Animation and affective performance: Kimetsu no Yaiba and K-pop Demon Hunters as contemporary aesthetic devices
Maria Cynthia Alquicira Vasquez
Additional contact information
Maria Cynthia Alquicira Vasquez: Universidad Autónoma Metropolitana Unidad Xochimilco, Maestría en Comunicación y Política, México
Netnography, 2025, vol. 3, 179-179
Abstract:
Animation has ceased to be a marginal medium and has become one of the most influential languages of contemporary culture, articulating image, music, narrative, and symbolic corporeality.

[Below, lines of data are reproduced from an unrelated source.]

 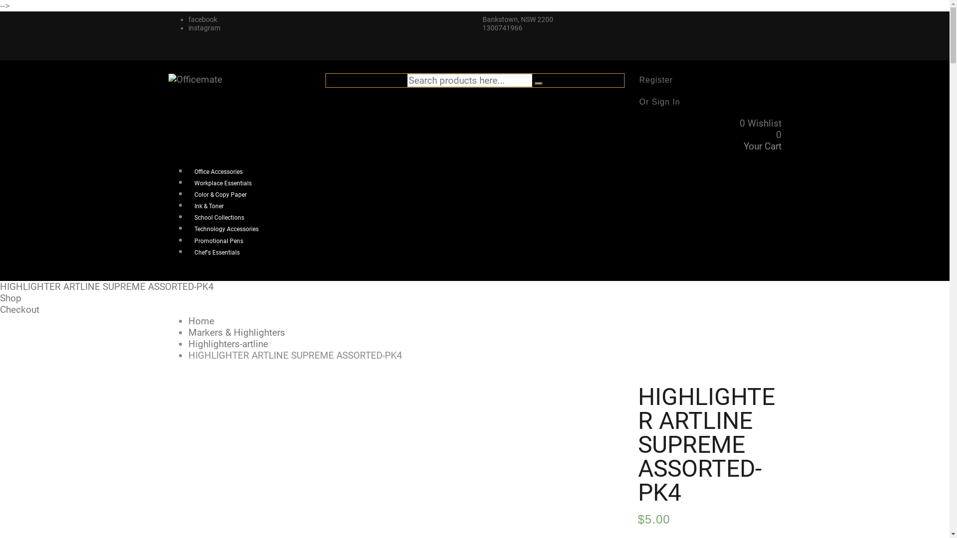 What do you see at coordinates (779, 135) in the screenshot?
I see `0` at bounding box center [779, 135].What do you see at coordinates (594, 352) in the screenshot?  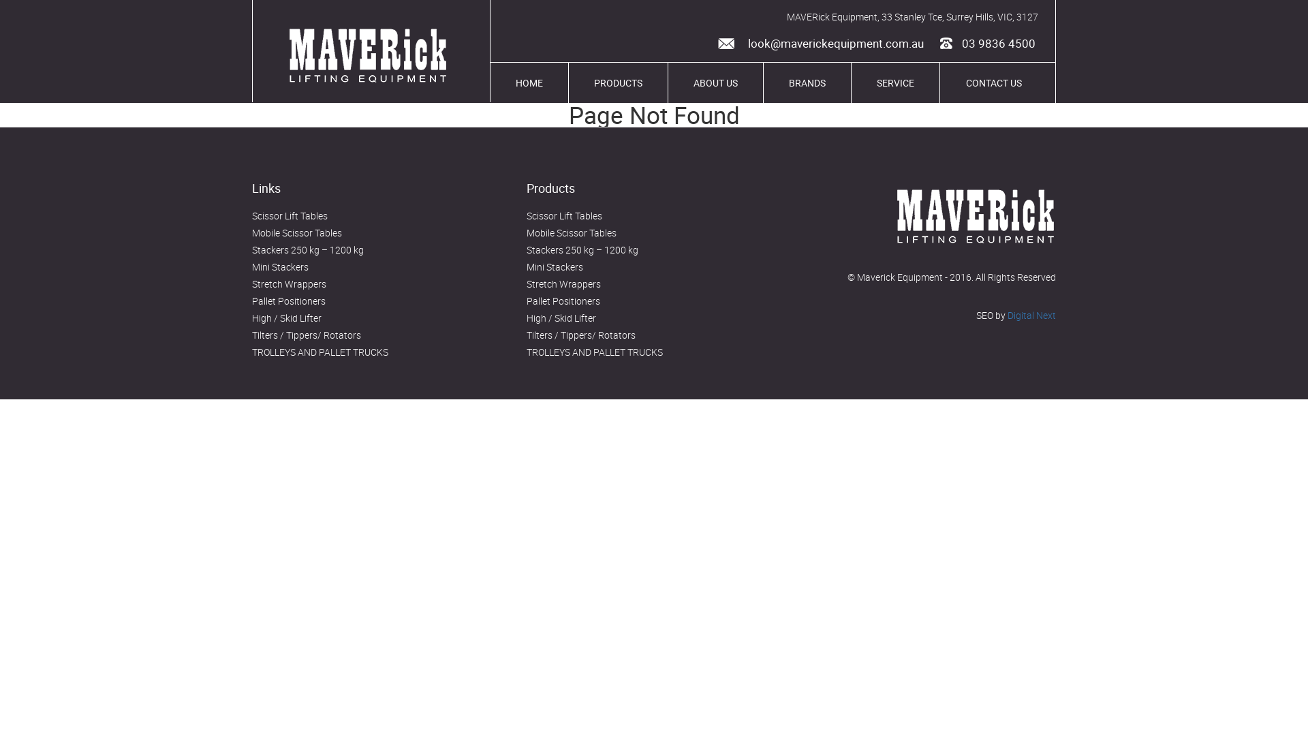 I see `TROLLEYS AND PALLET TRUCKS` at bounding box center [594, 352].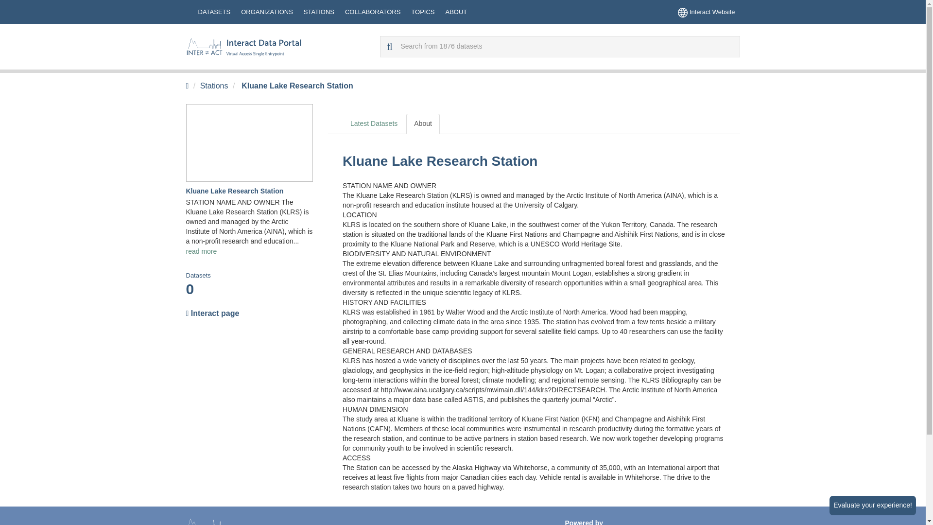 The height and width of the screenshot is (525, 933). What do you see at coordinates (249, 313) in the screenshot?
I see `Interact page` at bounding box center [249, 313]. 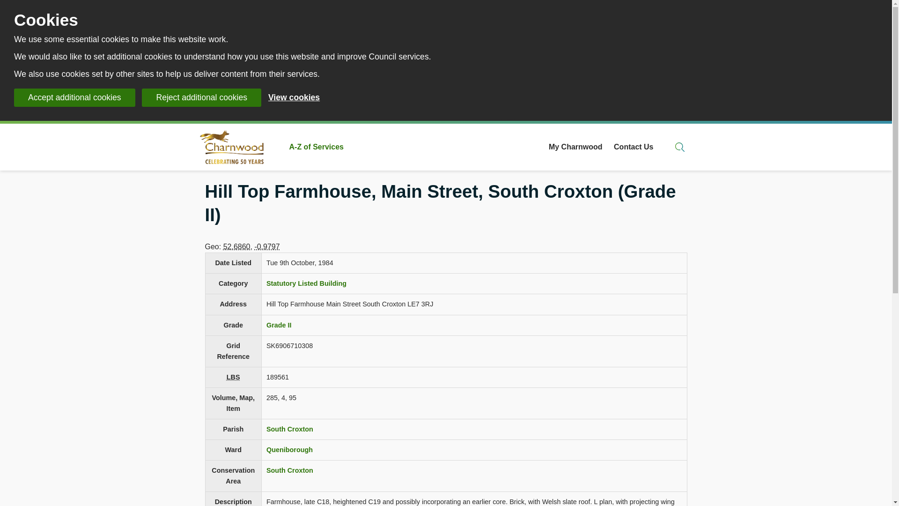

This work analyzes Kimetsu no Yaiba and K-pop: Demon Hunters as aesthetic devices that reconfigure the way audiences see, feel, and act, activating aesthetic experiences that transcend the screen. Drawing on the approaches of Jean-Louis Déotte, Jan Mukařovský, Gilles Deleuze (via Spinoza), and Diana Taylor, this paper proposes a reading in which animation operates as a technical, normative, affective, and performative device. Both works break established narrative and visual codes, generate affects that modulate the viewer's power, and stimulate bodily practices that shape community repertoires (cosplay, dance, fan art) as living forms of cultural transmission. It concludes that contemporary animation not only produces images, but also organizes collective sensibility and is embodied in the bodies of its audiences, becoming a relational and embodied art.
Date: 2025
References: Add references at CitEc
Citations:
There are no downloads for this item, see the EconPapers FAQ for hints about obtaining it.
Related works:
This item may be available elsewhere in EconPapers: Search for items with the same title.
Export reference: BibTeX
RIS (EndNote, ProCite, RefMan)
HTML/Text
Persistent link: https://EconPapers.repec.org/RePEc:dbk:netnog:2025v3a179
DOI: 10.62486/net2025179
Access Statistics for this article
More articles in Netnography from AG Editor (Uruguay)
Bibliographic data for series maintained by Javier Gonzalez-Argote ().